The servants came out to see them; they did not bow or kiss their hands. They merely nudged each other and made such remarks as: “Oh, ’tis Mistress Elizabeth and Master Harry come to Carisbrooke.”

Elizabeth looked past them as though they did not exist, but Henry gave them a forlorn smile, for he understood, since Mr. Lovel had told him, that these people did not wish to be disrespectful to the son and daughter of the King; they had to remember that there was now no King and therefore no Prince and Princess; they were all citizens of the Commonwealth, and the Isle of Wight was a part of Cromwell’s England.

He dismounted and walked beside Elizabeth who looked small and frail in the big hall of the Castle; the mourning clothes, which she had refused to lay aside since the death of her father, hung loosely on her form. She would not eat the food which had been prepared for them. Henry tried not to eat, but he was so hungry, and Mr. Lovel pointed out that he could not help Elizabeth by joining in her fast. And very soon Elizabeth retired to her bed and, when she was there, she asked that she might speak to her brother before she slept.

Henry was frightened more than ever when he looked at the pale face of his sister.

“Henry,” she said, “I feel I shall not live long. I should not want to … in this prison. The happiest thing that could happen to me—since our enemies will not let me join our sister Mary in Holland—would be to join our father in Heaven.”

“You must not talk thus,” said Henry.

“Death is preferable to the lives we lead now, Henry.
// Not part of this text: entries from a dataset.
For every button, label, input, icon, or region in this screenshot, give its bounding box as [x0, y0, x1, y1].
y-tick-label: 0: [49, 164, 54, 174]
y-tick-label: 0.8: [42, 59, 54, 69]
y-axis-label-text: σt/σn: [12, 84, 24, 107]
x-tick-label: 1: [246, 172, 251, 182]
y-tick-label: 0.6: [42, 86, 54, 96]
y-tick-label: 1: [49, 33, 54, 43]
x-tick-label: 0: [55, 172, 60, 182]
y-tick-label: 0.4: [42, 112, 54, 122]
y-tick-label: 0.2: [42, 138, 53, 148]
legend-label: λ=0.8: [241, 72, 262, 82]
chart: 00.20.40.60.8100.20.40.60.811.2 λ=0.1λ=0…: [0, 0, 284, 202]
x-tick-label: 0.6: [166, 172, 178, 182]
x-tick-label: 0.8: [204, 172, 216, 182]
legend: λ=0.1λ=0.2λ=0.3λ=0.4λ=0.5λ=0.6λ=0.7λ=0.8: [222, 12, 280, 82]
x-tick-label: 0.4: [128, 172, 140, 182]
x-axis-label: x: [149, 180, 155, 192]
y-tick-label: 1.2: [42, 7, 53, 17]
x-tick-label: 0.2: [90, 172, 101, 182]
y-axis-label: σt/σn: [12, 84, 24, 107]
They are a dishonor to a line of Kings.”

“One day my brother will come to England and drive the Beast Cromwell away.”

Elizabeth turned her face to the wall. “I fear our brother lacks the strength of our father, Henry.”

“Charles … !” stammered the boy. “But Charles is now the King. All loyal subjects proclaim him such.”
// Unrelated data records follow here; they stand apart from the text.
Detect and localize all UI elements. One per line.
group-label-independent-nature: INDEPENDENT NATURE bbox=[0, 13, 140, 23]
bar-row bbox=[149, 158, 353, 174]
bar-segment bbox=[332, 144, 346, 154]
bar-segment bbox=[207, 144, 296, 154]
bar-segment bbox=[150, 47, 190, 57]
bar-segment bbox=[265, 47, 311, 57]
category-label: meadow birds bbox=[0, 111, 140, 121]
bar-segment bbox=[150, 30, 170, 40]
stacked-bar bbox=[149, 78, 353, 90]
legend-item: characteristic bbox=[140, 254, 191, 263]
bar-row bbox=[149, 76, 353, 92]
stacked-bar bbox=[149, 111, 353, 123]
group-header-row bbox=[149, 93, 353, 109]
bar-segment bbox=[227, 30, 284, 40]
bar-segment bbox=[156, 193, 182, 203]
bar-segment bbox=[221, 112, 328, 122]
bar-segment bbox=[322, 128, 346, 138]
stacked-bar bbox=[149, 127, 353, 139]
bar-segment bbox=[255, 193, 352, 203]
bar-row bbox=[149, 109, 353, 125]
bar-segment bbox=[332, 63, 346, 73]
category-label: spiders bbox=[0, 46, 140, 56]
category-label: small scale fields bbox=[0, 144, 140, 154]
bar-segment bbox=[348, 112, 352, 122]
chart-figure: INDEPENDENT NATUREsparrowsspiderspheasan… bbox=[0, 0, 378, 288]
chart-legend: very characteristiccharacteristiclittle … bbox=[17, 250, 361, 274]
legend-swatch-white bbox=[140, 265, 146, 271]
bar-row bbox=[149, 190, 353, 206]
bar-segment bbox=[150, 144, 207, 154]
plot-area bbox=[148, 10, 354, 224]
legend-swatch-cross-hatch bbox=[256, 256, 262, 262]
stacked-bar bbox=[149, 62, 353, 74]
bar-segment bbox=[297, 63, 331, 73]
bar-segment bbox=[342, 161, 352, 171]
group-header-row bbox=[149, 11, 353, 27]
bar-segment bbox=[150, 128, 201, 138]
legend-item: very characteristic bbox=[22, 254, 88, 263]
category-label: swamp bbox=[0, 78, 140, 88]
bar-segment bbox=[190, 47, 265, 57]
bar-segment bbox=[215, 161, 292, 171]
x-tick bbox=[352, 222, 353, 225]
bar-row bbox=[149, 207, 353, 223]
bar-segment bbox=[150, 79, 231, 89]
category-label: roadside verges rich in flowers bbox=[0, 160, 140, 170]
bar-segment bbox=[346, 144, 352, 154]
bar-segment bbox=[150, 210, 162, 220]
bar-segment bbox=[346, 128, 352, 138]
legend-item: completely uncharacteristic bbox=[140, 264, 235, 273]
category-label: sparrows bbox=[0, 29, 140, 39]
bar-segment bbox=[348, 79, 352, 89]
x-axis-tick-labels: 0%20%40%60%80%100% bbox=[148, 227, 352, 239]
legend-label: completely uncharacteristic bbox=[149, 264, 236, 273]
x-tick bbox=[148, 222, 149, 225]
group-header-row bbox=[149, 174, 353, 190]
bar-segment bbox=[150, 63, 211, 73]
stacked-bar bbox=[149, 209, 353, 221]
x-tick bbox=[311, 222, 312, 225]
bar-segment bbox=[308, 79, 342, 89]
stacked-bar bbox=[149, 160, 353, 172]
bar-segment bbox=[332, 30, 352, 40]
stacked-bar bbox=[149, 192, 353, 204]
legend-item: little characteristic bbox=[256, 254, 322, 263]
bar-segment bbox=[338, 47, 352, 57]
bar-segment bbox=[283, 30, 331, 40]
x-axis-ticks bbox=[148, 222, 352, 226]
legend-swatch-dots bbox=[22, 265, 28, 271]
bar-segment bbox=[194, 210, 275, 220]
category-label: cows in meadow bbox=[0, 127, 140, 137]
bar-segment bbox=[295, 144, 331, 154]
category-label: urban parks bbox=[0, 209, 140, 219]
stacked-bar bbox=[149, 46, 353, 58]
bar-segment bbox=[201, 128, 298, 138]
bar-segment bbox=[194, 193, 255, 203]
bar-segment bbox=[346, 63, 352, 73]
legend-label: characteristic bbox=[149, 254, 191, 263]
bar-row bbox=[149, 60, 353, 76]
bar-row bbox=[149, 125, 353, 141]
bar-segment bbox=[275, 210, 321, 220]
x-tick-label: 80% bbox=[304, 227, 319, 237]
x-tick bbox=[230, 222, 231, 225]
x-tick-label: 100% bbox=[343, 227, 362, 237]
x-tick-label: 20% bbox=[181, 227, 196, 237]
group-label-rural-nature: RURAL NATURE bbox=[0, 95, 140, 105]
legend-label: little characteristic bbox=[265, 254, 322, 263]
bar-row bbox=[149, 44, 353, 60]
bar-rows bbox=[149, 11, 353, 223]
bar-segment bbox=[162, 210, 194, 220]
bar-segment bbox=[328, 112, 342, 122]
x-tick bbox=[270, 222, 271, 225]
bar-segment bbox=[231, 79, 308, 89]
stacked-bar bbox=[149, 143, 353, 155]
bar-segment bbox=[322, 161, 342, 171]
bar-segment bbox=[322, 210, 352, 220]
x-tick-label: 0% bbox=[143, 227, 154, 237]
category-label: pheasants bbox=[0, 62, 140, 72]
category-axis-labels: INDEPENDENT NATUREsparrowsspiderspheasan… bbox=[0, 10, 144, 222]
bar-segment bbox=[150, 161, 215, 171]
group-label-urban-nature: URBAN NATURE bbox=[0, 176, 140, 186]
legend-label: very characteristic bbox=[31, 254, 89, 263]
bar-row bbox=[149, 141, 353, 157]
“Our brother is not as our father was, Henry. I fear he will never live as our father lived.”

“Would it not be better so, dear Elizabeth, since our father’s way of life led him to the scaffold?”

“Our father’s way of life! How can you say such things! It was not our father’s way of life which led him there; it was the wickedness of his enemies. Father was a saint and martyr.”

“Then,” said the little boy gravely, “since our brother is not a saint he will not die as a martyr.”

“It is better to die or live in exile than to do that which is unkingly.”

“But our brother would not do that which is unkingly.”

“He is in Scotland now. He has joined the Covenanters. He has made himself a pawn for the Scots for the sake of a kingdom. But you are too young to understand. I would have lived in poverty and exile … yes, I would have been a button-maker, rather than have betrayed our father.”

Henry could not help being glad that his brother was not like his father. He personally knew little of Charles, but he had heard much of him. He had seen the smiles which came on to people’s faces when they spoke of him. He had his own picture of Charles—a brother as tall as his father had been, with always a song on his lips and a shrug of the shoulders for trouble. Henry had always thought it would be rather wonderful to be with such a brother. He did not believe he would take him on his knee and talk of solemn promises. Charles was jaunty, a sinner of some sort, yet people loved him; he might not be good, as his father and Elizabeth were good, but he would be a happy person to be with.